**REQUIRED WORK:** Please give back exactly the line with "has height=390, width=868." and each line after it through the end of the material, leaving out the pictures.

**RECORDS SUPPLIED:**

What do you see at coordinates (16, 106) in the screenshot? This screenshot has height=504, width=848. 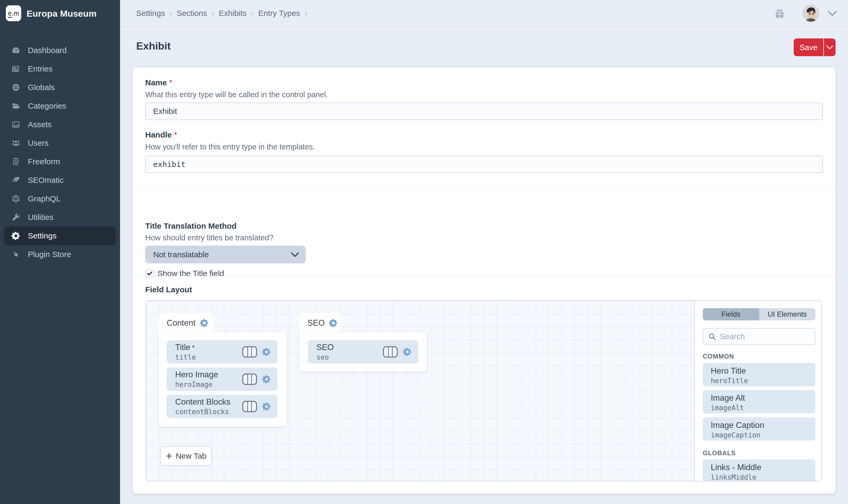 I see `folder-icon` at bounding box center [16, 106].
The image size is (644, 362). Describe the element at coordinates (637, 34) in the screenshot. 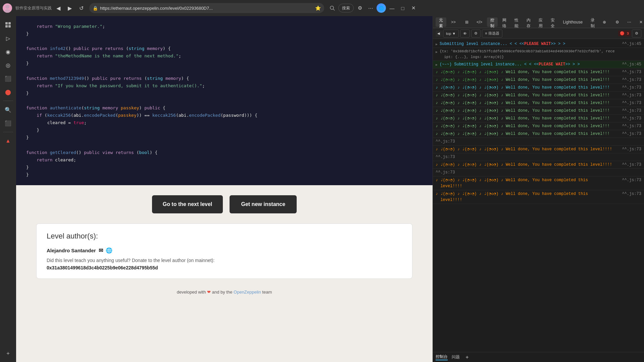

I see `devtools-gear-button: ⚙` at that location.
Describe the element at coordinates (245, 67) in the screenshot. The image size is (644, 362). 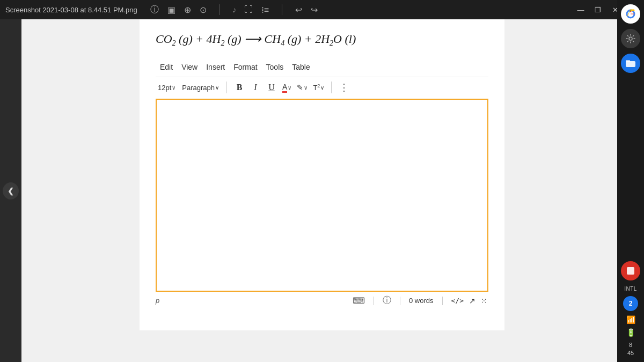
I see `menu-format: Format` at that location.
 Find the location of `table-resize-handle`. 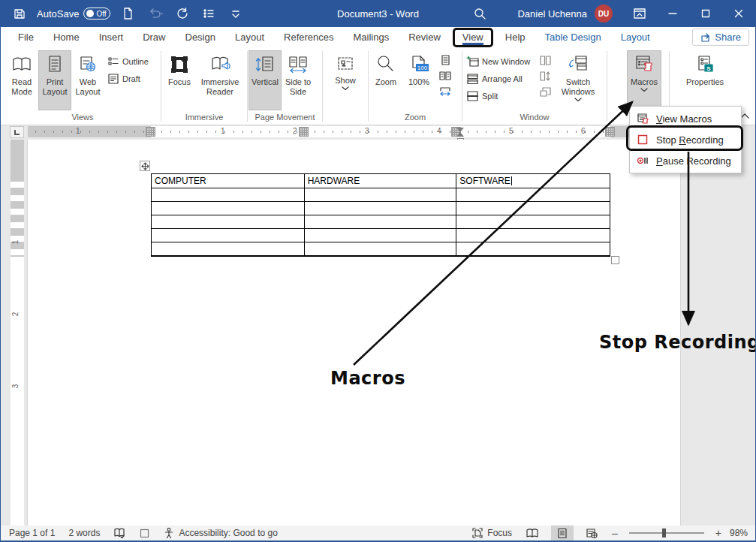

table-resize-handle is located at coordinates (616, 260).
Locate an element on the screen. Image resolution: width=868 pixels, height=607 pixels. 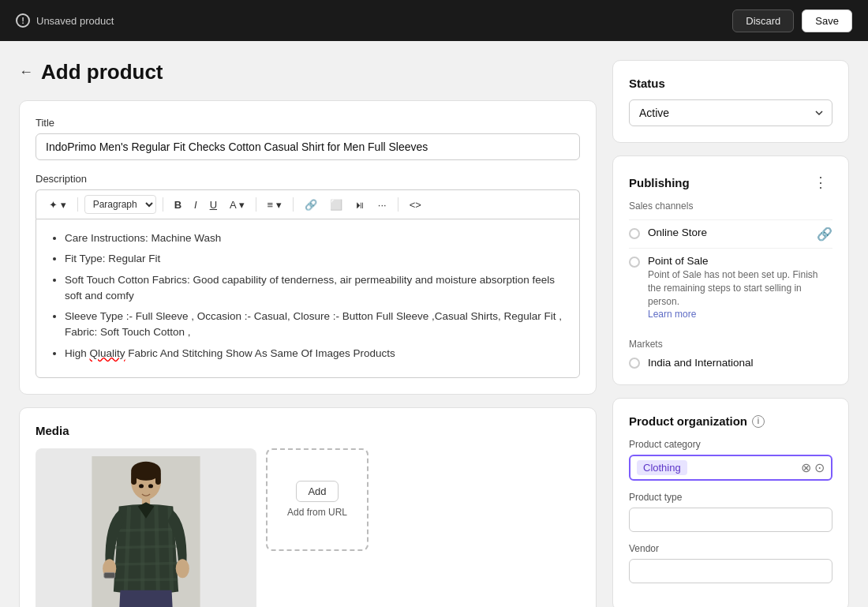
product-organization-card: Product organization i Product category … is located at coordinates (731, 502).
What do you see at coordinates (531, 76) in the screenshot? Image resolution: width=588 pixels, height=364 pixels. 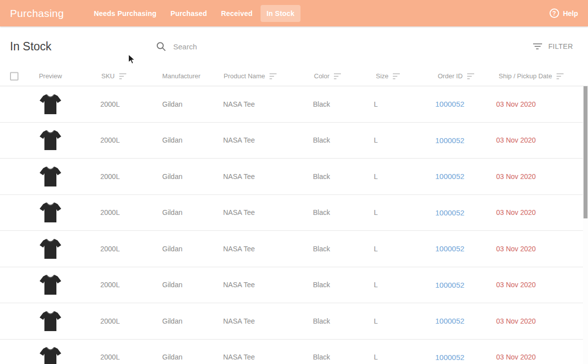 I see `column-header-ship-pickup-date: Ship / Pickup Date` at bounding box center [531, 76].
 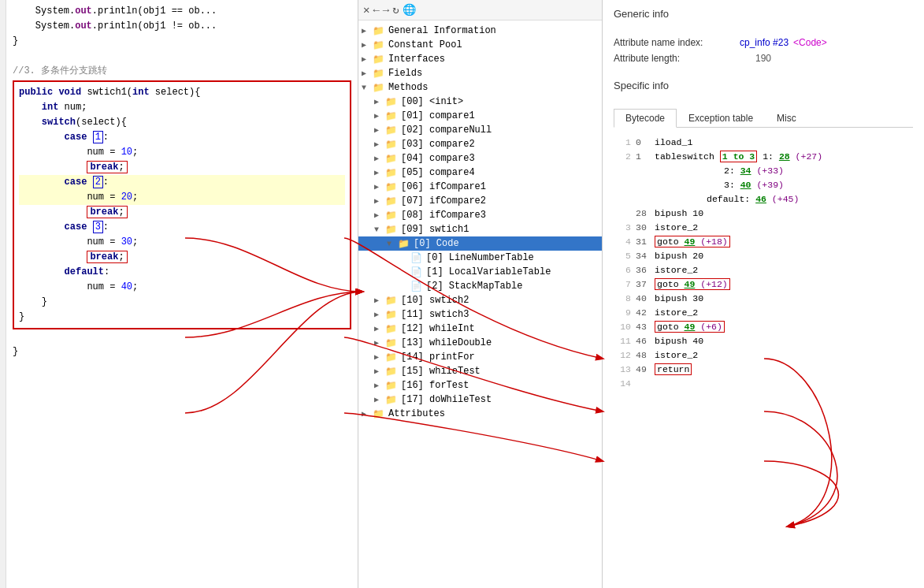 What do you see at coordinates (481, 300) in the screenshot?
I see `tree-item-m10: ▶📁[10] swtich2` at bounding box center [481, 300].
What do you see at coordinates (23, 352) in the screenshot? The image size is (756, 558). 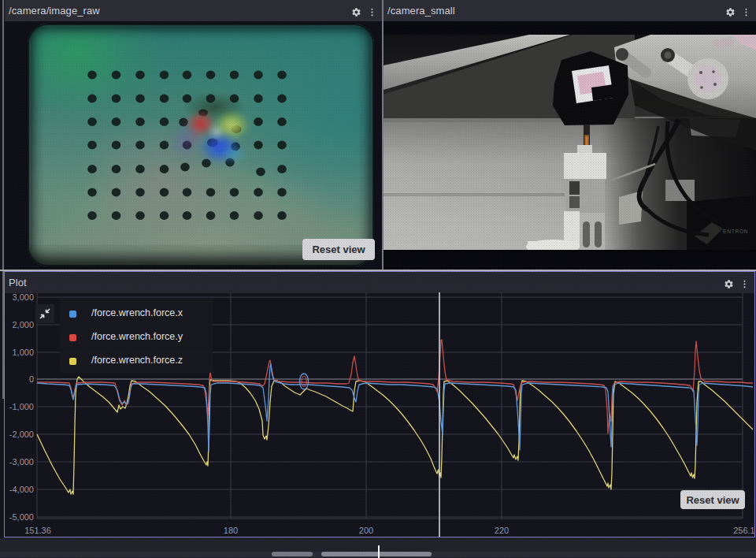 I see `svg-text: 1,000` at bounding box center [23, 352].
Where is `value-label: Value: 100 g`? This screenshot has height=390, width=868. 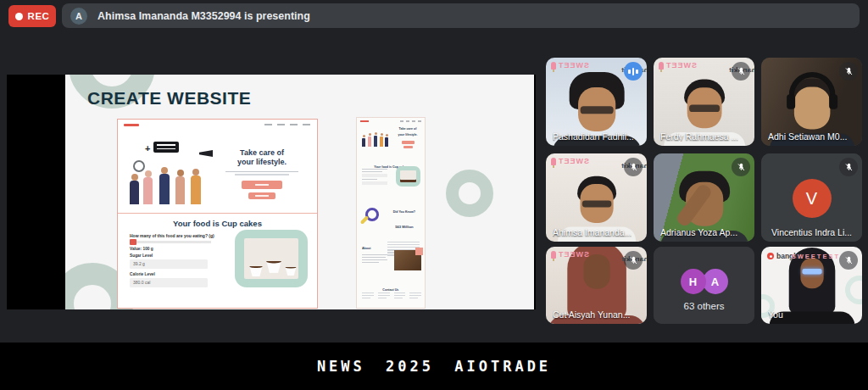
value-label: Value: 100 g is located at coordinates (177, 249).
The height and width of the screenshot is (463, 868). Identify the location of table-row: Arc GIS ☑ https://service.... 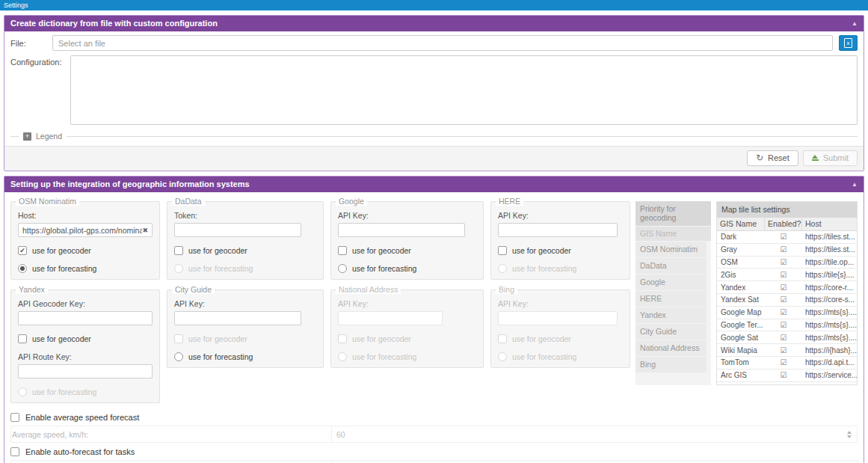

**REPLY TO THE TASK:**
Where is `value-label: Value: 100 g`? This screenshot has height=390, width=868. 
value-label: Value: 100 g is located at coordinates (177, 249).
The height and width of the screenshot is (463, 868). Identify the location of table-row: Arc GIS ☑ https://service.... 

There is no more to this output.